Colorado’s Artificial Intelligence Act (CAIA) has employers asking one big question: Will the state’s groundbreaking AI hiring law really take effect on February 1, 2026? With less than six months to go, lawmakers are heading into a special session on August 21, 2025, to decide whether to delay, refine, or enforce the law as written. For employers using AI in hiring and background checks, the answer could mean the difference between scrambling to meet strict compliance requirements—or gaining valuable extra time to prepare.
The CAIA is the first state law in the U.S. to regulate high-risk AI systems used in employment. Employers who deploy tools like automated resume screeners, candidate assessments, or background scoring platforms will be required to provide consumer notices, appeals, and bias mitigation safeguards. In short, if AI meaningfully influences hiring or promotion decisions, it falls under the law’s scope.
According to HireRight’s 2025 Global Benchmark Report, nearly one-third of North American employers plan to use AI in talent acquisition and workforce management. That means many organizations could soon face compliance obligations—even if their AI programs are still in early pilot stages.
Governor Jared Polis signed the CAIA with hesitation, warning it could create a “complex compliance regime” that stifles innovation. Since then, lawmakers have debated narrowing definitions, exempting small businesses, or extending the timeline. The upcoming special legislative session will reopen that debate.
Some possibilities include:
Delaying implementation until 2027.
Refining definitions of “consequential decisions” to reduce compliance scope.
Phasing in requirements, starting with notices and appeals while postponing audits.
Leaving the law intact and relying on Attorney General rulemaking to clarify details.
What’s unlikely to change: the core consumer protection mandates backed by Senate Majority Leader Robert Rodriguez.
Even amid uncertainty, employers can’t afford to wait. A smart compliance strategy involves:
Identifying high-risk AI systems that directly impact hiring or promotion.
Engaging vendors early, since technical details will be critical for compliance.
Building a phased compliance plan that prioritizes consumer notices and appeal processes.
Designating an AI compliance lead to centralize risk management and documentation.
By preparing now, employers will be ready whether the law takes effect in 2026 or later.
Colorado’s AI hiring law may see adjustments in the special session, but its consumer protection backbone is here to stay. Employers should act as though the February 2026 deadline still stands—while keeping plans flexible in case lawmakers extend or refine the timeline. The safest move? Build transparency, disclosure, and bias-mitigation practices now.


Using the data below, report how many lines hold the word "Adreß". Include nothing else in the reply.

Data for the task

BEGIN

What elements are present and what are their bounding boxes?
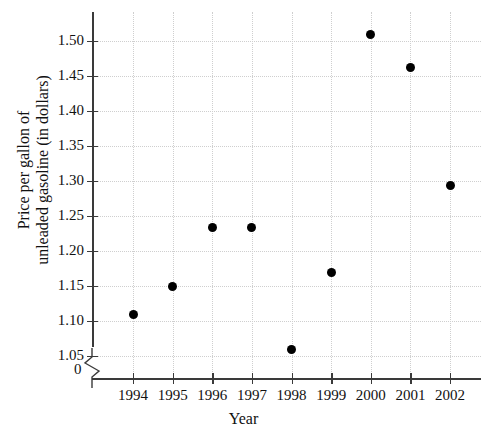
gridline-horizontal xyxy=(92,146,481,147)
gridline-vertical xyxy=(371,12,372,378)
y-axis-tick xyxy=(87,111,98,112)
y-axis-title: Price per gallon of unleaded gasoline (i… xyxy=(14,20,52,320)
y-axis-title-line1: Price per gallon of xyxy=(14,20,33,320)
data-point xyxy=(446,181,455,190)
x-axis-tick xyxy=(410,373,411,384)
y-axis-tick xyxy=(87,251,98,252)
data-point xyxy=(287,345,296,354)
scatter-plot-figure: 0 1.051.101.151.201.251.301.351.401.451.… xyxy=(0,0,487,431)
y-axis-tick xyxy=(87,356,98,357)
gridline-horizontal xyxy=(92,41,481,42)
x-axis-line xyxy=(92,378,481,380)
y-axis-tick xyxy=(87,181,98,182)
data-point xyxy=(406,63,415,72)
x-axis-tick xyxy=(133,373,134,384)
gridline-horizontal xyxy=(92,216,481,217)
y-axis-tick xyxy=(87,286,98,287)
gridline-vertical xyxy=(252,12,253,378)
x-axis-tick xyxy=(292,373,293,384)
gridline-vertical xyxy=(450,12,451,378)
y-axis-line xyxy=(92,12,94,347)
x-axis-tick xyxy=(331,373,332,384)
x-axis-tick xyxy=(173,373,174,384)
x-axis-tick xyxy=(212,373,213,384)
y-axis-tick xyxy=(87,216,98,217)
gridline-horizontal xyxy=(92,181,481,182)
gridline-vertical xyxy=(133,12,134,378)
gridline-vertical xyxy=(173,12,174,378)
gridline-vertical xyxy=(212,12,213,378)
y-axis-tick-label: 1.05 xyxy=(30,348,84,363)
data-point xyxy=(366,30,375,39)
gridline-horizontal xyxy=(92,251,481,252)
gridline-horizontal xyxy=(92,76,481,77)
y-axis-tick xyxy=(87,41,98,42)
gridline-horizontal xyxy=(92,286,481,287)
data-point xyxy=(327,268,336,277)
x-axis-title: Year xyxy=(0,410,487,428)
y-axis-zero-label: 0 xyxy=(74,362,82,377)
x-axis-tick xyxy=(252,373,253,384)
x-axis-tick-label: 2002 xyxy=(425,388,475,403)
y-axis-tick xyxy=(87,321,98,322)
gridline-horizontal xyxy=(92,321,481,322)
y-axis-tick xyxy=(87,76,98,77)
data-point xyxy=(208,223,217,232)
gridline-vertical xyxy=(331,12,332,378)
gridline-horizontal xyxy=(92,111,481,112)
axis-break-icon xyxy=(83,348,109,388)
y-axis-tick xyxy=(87,146,98,147)
x-axis-tick xyxy=(450,373,451,384)
data-point xyxy=(168,282,177,291)
data-point xyxy=(129,310,138,319)
y-axis-title-line2: unleaded gasoline (in dollars) xyxy=(33,20,52,320)
data-point xyxy=(247,223,256,232)
x-axis-tick xyxy=(371,373,372,384)
gridline-vertical xyxy=(292,12,293,378)
gridline-horizontal xyxy=(92,356,481,357)
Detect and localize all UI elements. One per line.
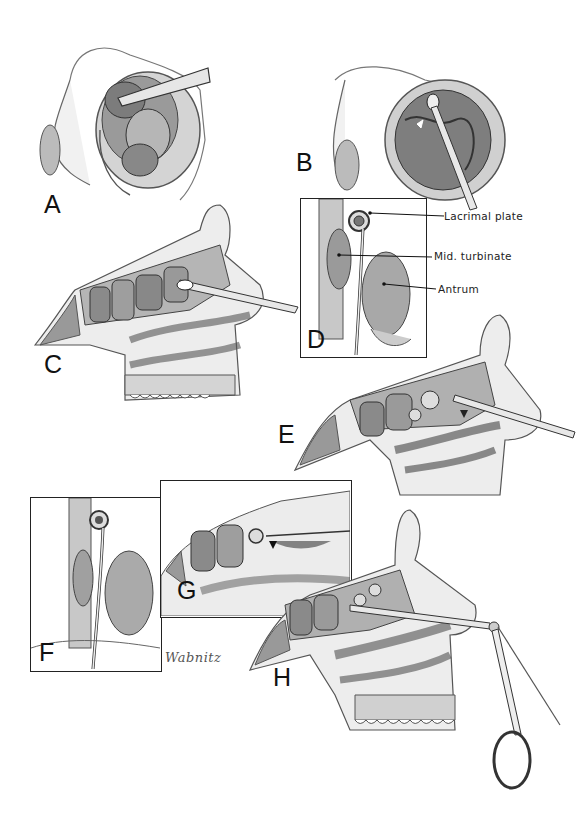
- callout-mid-turbinate: Mid. turbinate: [434, 250, 512, 262]
- panel-a: [30, 20, 210, 200]
- callout-lacrimal-plate: Lacrimal plate: [444, 210, 523, 222]
- panel-b-label: B: [296, 150, 313, 175]
- callout-antrum: Antrum: [438, 283, 479, 295]
- panel-b-illustration: [325, 40, 525, 210]
- panel-f-label: F: [39, 640, 54, 665]
- panel-h-label: H: [273, 665, 291, 690]
- forceps-ring-icon: [494, 732, 530, 788]
- panel-h: [250, 505, 570, 795]
- panel-b: [325, 40, 525, 210]
- panel-e: [290, 300, 580, 500]
- artist-signature: Wabnitz: [165, 650, 221, 665]
- panel-c: [30, 195, 300, 400]
- panel-c-illustration: [30, 195, 300, 400]
- panel-e-label: E: [278, 422, 295, 447]
- panel-f: F: [30, 497, 162, 672]
- panel-a-illustration: [30, 20, 210, 200]
- panel-c-label: C: [44, 352, 62, 377]
- panel-g-label: G: [177, 578, 196, 603]
- panel-h-illustration: [250, 505, 570, 795]
- panel-e-illustration: [290, 300, 580, 500]
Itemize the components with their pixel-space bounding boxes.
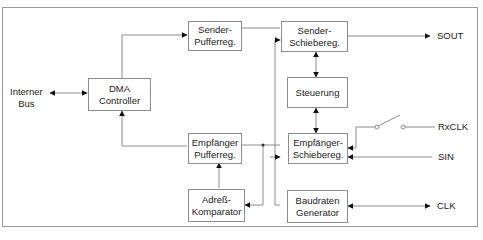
label-line: Interner [10, 86, 43, 98]
block-empfaenger-schiebe: Empfänger- Schiebereg. [288, 133, 348, 164]
block-label: Pufferreg. [194, 149, 236, 161]
block-label: Adreß- [202, 194, 231, 206]
block-label: DMA [109, 83, 130, 95]
block-steuerung: Steuerung [287, 77, 348, 108]
block-empfaenger-puffer: Empfänger Pufferreg. [188, 133, 242, 164]
block-label: Pufferreg. [194, 36, 236, 48]
block-label: Schiebereg. [289, 37, 340, 49]
block-label: Schiebereg. [293, 149, 344, 161]
sout-label: SOUT [437, 30, 463, 42]
block-label: Sender- [298, 25, 332, 37]
block-label: Komparator [192, 206, 242, 218]
block-label: Sender- [198, 24, 232, 36]
block-label: Steuerung [296, 87, 340, 99]
block-label: Empfänger- [293, 137, 343, 149]
block-adress-komparator: Adreß- Komparator [188, 189, 245, 222]
block-baudraten-generator: Baudraten Generator [287, 190, 348, 223]
block-sender-puffer: Sender- Pufferreg. [188, 21, 242, 51]
block-label: Generator [296, 207, 339, 219]
block-label: Controller [99, 95, 140, 107]
block-label: Empfänger [192, 137, 238, 149]
rxclk-label: RxCLK [438, 121, 468, 133]
block-dma-controller: DMA Controller [88, 78, 151, 111]
label-line: Bus [10, 98, 43, 110]
block-label: Baudraten [296, 195, 340, 207]
sin-label: SIN [438, 151, 454, 163]
internal-bus-label: Interner Bus [10, 86, 43, 110]
block-sender-schiebe: Sender- Schiebereg. [281, 21, 348, 52]
clk-label: CLK [437, 200, 455, 212]
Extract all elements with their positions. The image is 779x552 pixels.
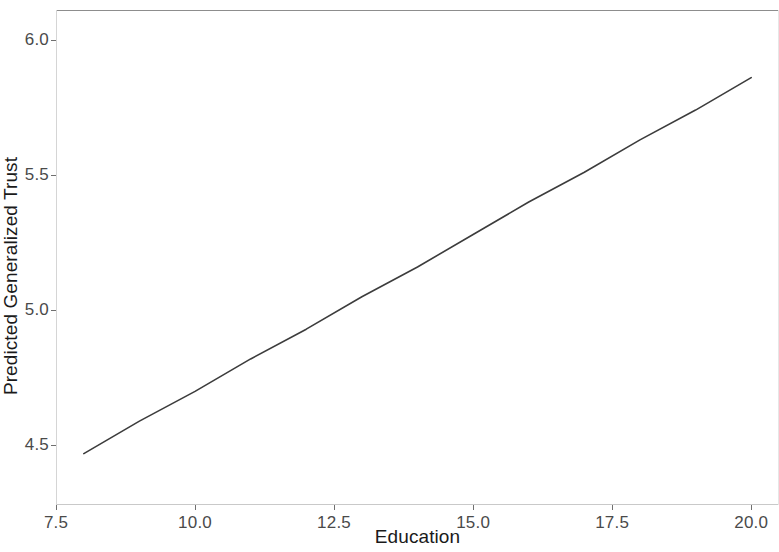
chart-figure: Predicted Generalized Trust 4.55.05.56.0… xyxy=(0,0,779,552)
x-tick-mark xyxy=(56,505,57,510)
x-tick-mark xyxy=(612,505,613,510)
x-tick-mark xyxy=(195,505,196,510)
plot-panel xyxy=(56,10,779,505)
x-tick-mark xyxy=(751,505,752,510)
y-tick-label: 5.5 xyxy=(3,165,49,185)
x-axis-title: Education xyxy=(56,526,779,548)
y-tick-label: 5.0 xyxy=(3,300,49,320)
x-tick-mark xyxy=(473,505,474,510)
y-axis-title: Predicted Generalized Trust xyxy=(0,0,24,552)
y-tick-label: 6.0 xyxy=(3,30,49,50)
y-axis-title-text: Predicted Generalized Trust xyxy=(0,157,22,395)
x-tick-mark xyxy=(334,505,335,510)
prediction-line xyxy=(84,78,751,454)
y-tick-label: 4.5 xyxy=(3,435,49,455)
data-layer xyxy=(56,10,779,505)
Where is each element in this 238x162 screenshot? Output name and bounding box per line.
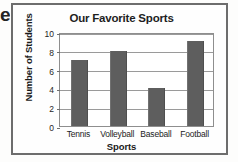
chart-title: Our Favorite Sports <box>13 12 230 24</box>
x-tick-label: Baseball <box>140 129 171 139</box>
y-axis-title: Number of Students <box>23 10 34 106</box>
y-tick-label: 10 <box>38 29 54 39</box>
y-tick-label: 4 <box>38 85 54 95</box>
bar-tennis <box>71 60 88 126</box>
plot-area: 0246810 <box>59 33 214 127</box>
page-bleed-glyph: e <box>0 4 10 26</box>
x-tick-label: Tennis <box>67 129 90 139</box>
x-tick-label: Volleyball <box>100 129 134 139</box>
bar-volleyball <box>110 51 127 126</box>
x-axis-tick-labels: TennisVolleyballBaseballFootball <box>59 129 214 141</box>
y-tick-label: 2 <box>38 104 54 114</box>
bar-football <box>187 41 204 126</box>
y-tick-label: 8 <box>38 48 54 58</box>
bar-baseball <box>148 88 165 126</box>
chart-figure-frame: Our Favorite Sports Number of Students 0… <box>11 3 228 155</box>
y-tick-label: 6 <box>38 67 54 77</box>
x-tick-label: Football <box>180 129 209 139</box>
bars-layer <box>60 34 213 126</box>
x-axis-title: Sports <box>13 141 230 152</box>
y-tick-label: 0 <box>38 123 54 133</box>
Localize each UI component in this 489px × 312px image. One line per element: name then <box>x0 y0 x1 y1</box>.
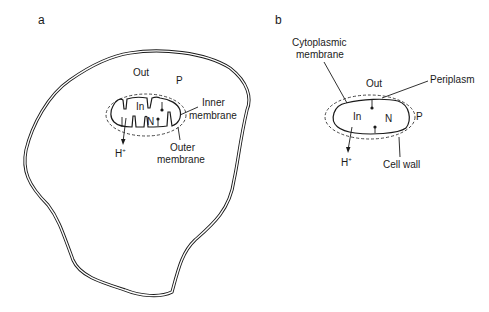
periplasm-leader <box>382 81 428 98</box>
mitochondrion-inner-membrane <box>111 97 181 127</box>
inner-membrane-label-line1: Inner <box>202 97 225 108</box>
panel-b-label: b <box>275 13 282 27</box>
out-label-b: Out <box>366 78 382 89</box>
eukaryotic-cell-outline <box>25 51 249 296</box>
p-label-b: P <box>416 111 423 122</box>
cytoplasmic-membrane-leader <box>324 62 347 103</box>
cytoplasmic-membrane <box>333 99 409 134</box>
p-label-a: P <box>176 75 183 86</box>
arrowhead-icon <box>121 139 126 145</box>
cytoplasmic-membrane-label-line1: Cytoplasmic <box>292 37 346 48</box>
arrowhead-icon <box>346 147 351 153</box>
protein-dot-bottom-b <box>373 125 376 128</box>
periplasm-label: Periplasm <box>430 74 474 85</box>
cell-wall-leader <box>399 137 400 157</box>
in-label-a: In <box>136 101 144 112</box>
protein-dot-bottom <box>156 117 159 120</box>
n-label-a: N <box>147 116 154 127</box>
outer-membrane-leader <box>178 127 180 140</box>
proton-label-b: H+ <box>341 156 352 168</box>
membrane-topology-diagram: a Out P In N H+ Inner membrane Outer mem… <box>0 0 489 312</box>
panel-b: b Cytoplasmic membrane Out Periplasm In … <box>275 13 474 170</box>
panel-a: a Out P In N H+ Inner membrane Outer mem… <box>25 13 249 296</box>
outer-membrane-label-line2: membrane <box>157 154 205 165</box>
in-label-b: In <box>353 111 361 122</box>
protein-dot-top-b <box>370 106 373 109</box>
out-label-a: Out <box>133 67 149 78</box>
proton-label-a: H+ <box>115 147 126 159</box>
cytoplasmic-membrane-label-line2: membrane <box>296 49 344 60</box>
cell-wall-label: Cell wall <box>383 159 420 170</box>
proton-arrow-b <box>348 127 352 150</box>
cell-wall <box>325 95 415 139</box>
panel-a-label: a <box>38 13 45 27</box>
protein-dot-top <box>160 108 163 111</box>
inner-membrane-label-line2: membrane <box>189 110 237 121</box>
outer-membrane-label-line1: Outer <box>170 142 196 153</box>
proton-arrow-a <box>123 118 126 142</box>
n-label-b: N <box>385 113 392 124</box>
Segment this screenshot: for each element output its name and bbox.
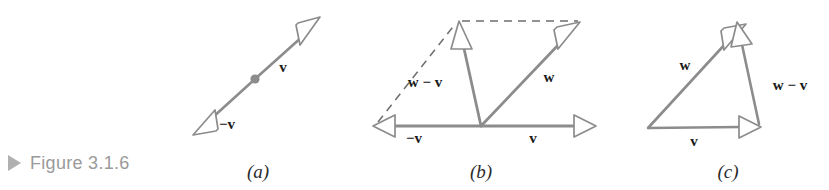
triangle-right-icon	[8, 155, 21, 171]
origin-dot-panel-a	[250, 74, 259, 83]
label-v-panel-b: v	[529, 130, 537, 146]
vector-w-minus-v-arrowhead-panel-b	[451, 21, 472, 49]
label-w-minus-v-panel-c: w − v	[773, 77, 808, 93]
vector-negv-line	[212, 79, 255, 118]
panel-a: v −v (a)	[193, 17, 320, 183]
panel-label-a: (a)	[247, 161, 269, 183]
figure-caption-text: Figure 3.1.6	[30, 153, 130, 174]
figure-caption: Figure 3.1.6	[8, 150, 130, 176]
panel-c: v w w − v (c)	[648, 22, 808, 183]
vector-v-arrowhead	[296, 17, 320, 45]
vector-w-minus-v-line-panel-c	[741, 40, 759, 124]
vector-negv-arrowhead-panel-b	[373, 115, 395, 137]
label-w-minus-v-panel-b: w − v	[408, 74, 443, 90]
dashed-left-side-panel-b	[378, 23, 456, 122]
panel-label-c: (c)	[717, 161, 738, 183]
vector-v-arrowhead-panel-b	[574, 115, 596, 137]
label-w-panel-c: w	[680, 57, 691, 73]
panel-label-b: (b)	[470, 161, 492, 183]
vector-v-panel-a	[255, 17, 320, 79]
vector-negv-arrowhead	[193, 110, 218, 135]
label-w-panel-b: w	[544, 69, 555, 85]
label-v-panel-a: v	[279, 59, 287, 75]
label-v-panel-c: v	[690, 133, 698, 149]
figure-container: v −v (a) −v v w w − v (b)	[0, 0, 829, 190]
panel-b: −v v w w − v (b)	[373, 21, 596, 183]
label-negv-panel-a: −v	[219, 116, 236, 132]
vector-w-line-panel-c	[648, 42, 727, 128]
vector-w-minus-v-line-panel-b	[463, 44, 481, 126]
vector-v-line-panel-c	[648, 127, 740, 128]
label-negv-panel-b: −v	[406, 130, 423, 146]
vector-w-arrowhead-panel-b	[554, 22, 580, 49]
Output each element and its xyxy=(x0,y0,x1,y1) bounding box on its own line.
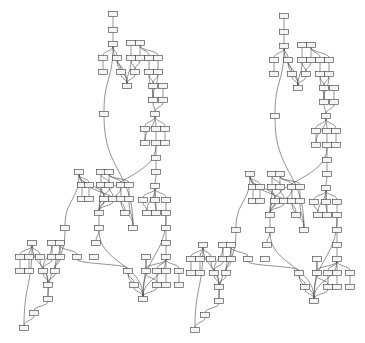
graph-node xyxy=(127,41,136,46)
graph-node xyxy=(323,158,332,163)
graph-edge xyxy=(32,246,48,283)
graph-node xyxy=(207,257,216,262)
graph-node xyxy=(145,70,154,75)
graph-node xyxy=(196,257,205,262)
graph-edge xyxy=(155,117,165,127)
graph-node xyxy=(20,326,29,331)
graph-node xyxy=(325,72,334,77)
graph-node xyxy=(298,58,307,63)
graph-edge xyxy=(153,103,155,112)
graph-node xyxy=(100,112,109,117)
graph-node xyxy=(162,283,171,288)
graph-node xyxy=(97,170,106,175)
graph-node xyxy=(280,14,289,19)
graph-node xyxy=(246,172,255,177)
graph-edge xyxy=(155,103,163,112)
graph-panel-right xyxy=(187,14,355,333)
graph-edge xyxy=(135,61,140,70)
graph-edge xyxy=(226,262,231,271)
graph-node xyxy=(161,127,170,132)
graph-node xyxy=(141,141,150,146)
graph-node xyxy=(270,58,279,63)
graph-node xyxy=(136,41,145,46)
graph-node xyxy=(117,70,126,75)
graph-node xyxy=(56,255,65,260)
graph-node xyxy=(129,226,138,231)
graph-node xyxy=(201,313,210,318)
graph-edge xyxy=(113,47,127,84)
graph-node xyxy=(333,200,342,205)
graph-node xyxy=(44,297,53,302)
graph-node xyxy=(152,156,161,161)
graph-node xyxy=(25,255,34,260)
graph-edge xyxy=(311,48,329,58)
graph-node xyxy=(268,172,277,177)
graph-node xyxy=(276,172,285,177)
graph-node xyxy=(16,269,25,274)
graph-edge xyxy=(101,175,109,183)
graph-edge xyxy=(314,262,337,299)
graph-node xyxy=(36,255,45,260)
graph-node xyxy=(109,197,118,202)
graph-node xyxy=(162,255,171,260)
graph-node xyxy=(270,72,279,77)
graph-edge xyxy=(146,274,157,283)
graph-node xyxy=(48,255,57,260)
graph-edge xyxy=(143,203,147,211)
graph-node xyxy=(227,257,236,262)
graph-node xyxy=(307,43,316,48)
graph-node xyxy=(280,30,289,35)
graph-edge xyxy=(143,260,166,297)
graph-node xyxy=(51,269,60,274)
graph-node xyxy=(152,170,161,175)
graph-canvas xyxy=(0,0,365,343)
graph-node xyxy=(30,311,39,316)
graph-node xyxy=(175,269,184,274)
graph-node xyxy=(131,70,140,75)
graph-edge xyxy=(324,77,329,86)
graph-edge xyxy=(267,233,270,243)
graph-node xyxy=(333,213,342,218)
graph-node xyxy=(284,58,293,63)
graph-node xyxy=(95,226,104,231)
graph-node xyxy=(130,283,139,288)
graph-node xyxy=(90,255,99,260)
graph-node xyxy=(346,271,355,276)
graph-node xyxy=(325,58,334,63)
graph-node xyxy=(296,199,305,204)
graph-edge xyxy=(127,75,135,84)
graph-node xyxy=(276,185,285,190)
graph-edge xyxy=(326,191,337,200)
graph-node xyxy=(139,297,148,302)
graph-node xyxy=(162,198,171,203)
graph-node xyxy=(161,141,170,146)
graph-edge xyxy=(155,175,156,184)
graph-edge xyxy=(34,302,48,311)
graph-edge xyxy=(153,75,158,84)
graph-edge xyxy=(324,105,326,114)
graph-edge xyxy=(143,288,157,297)
graph-node xyxy=(324,285,333,290)
graph-node xyxy=(151,198,160,203)
graph-node xyxy=(117,197,126,202)
graph-node xyxy=(152,127,161,132)
graph-node xyxy=(227,243,236,248)
graph-edge xyxy=(155,189,166,198)
graph-node xyxy=(159,84,168,89)
graph-node xyxy=(261,257,270,262)
graph-node xyxy=(162,211,171,216)
graph-node xyxy=(162,241,171,246)
graph-edge xyxy=(131,61,135,70)
graph-node xyxy=(191,328,200,333)
graph-node xyxy=(149,98,158,103)
graph-node xyxy=(301,285,310,290)
graph-node xyxy=(312,143,321,148)
graph-node xyxy=(333,243,342,248)
graph-node xyxy=(256,199,265,204)
graph-edge xyxy=(302,63,306,72)
graph-node xyxy=(215,285,224,290)
graph-edge xyxy=(77,260,128,269)
graph-node xyxy=(153,269,162,274)
graph-edge xyxy=(205,304,219,313)
graph-node xyxy=(127,56,136,61)
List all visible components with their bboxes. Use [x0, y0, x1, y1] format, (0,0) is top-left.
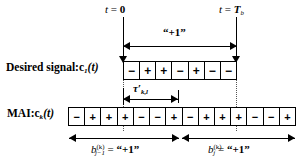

END

Exercise result
2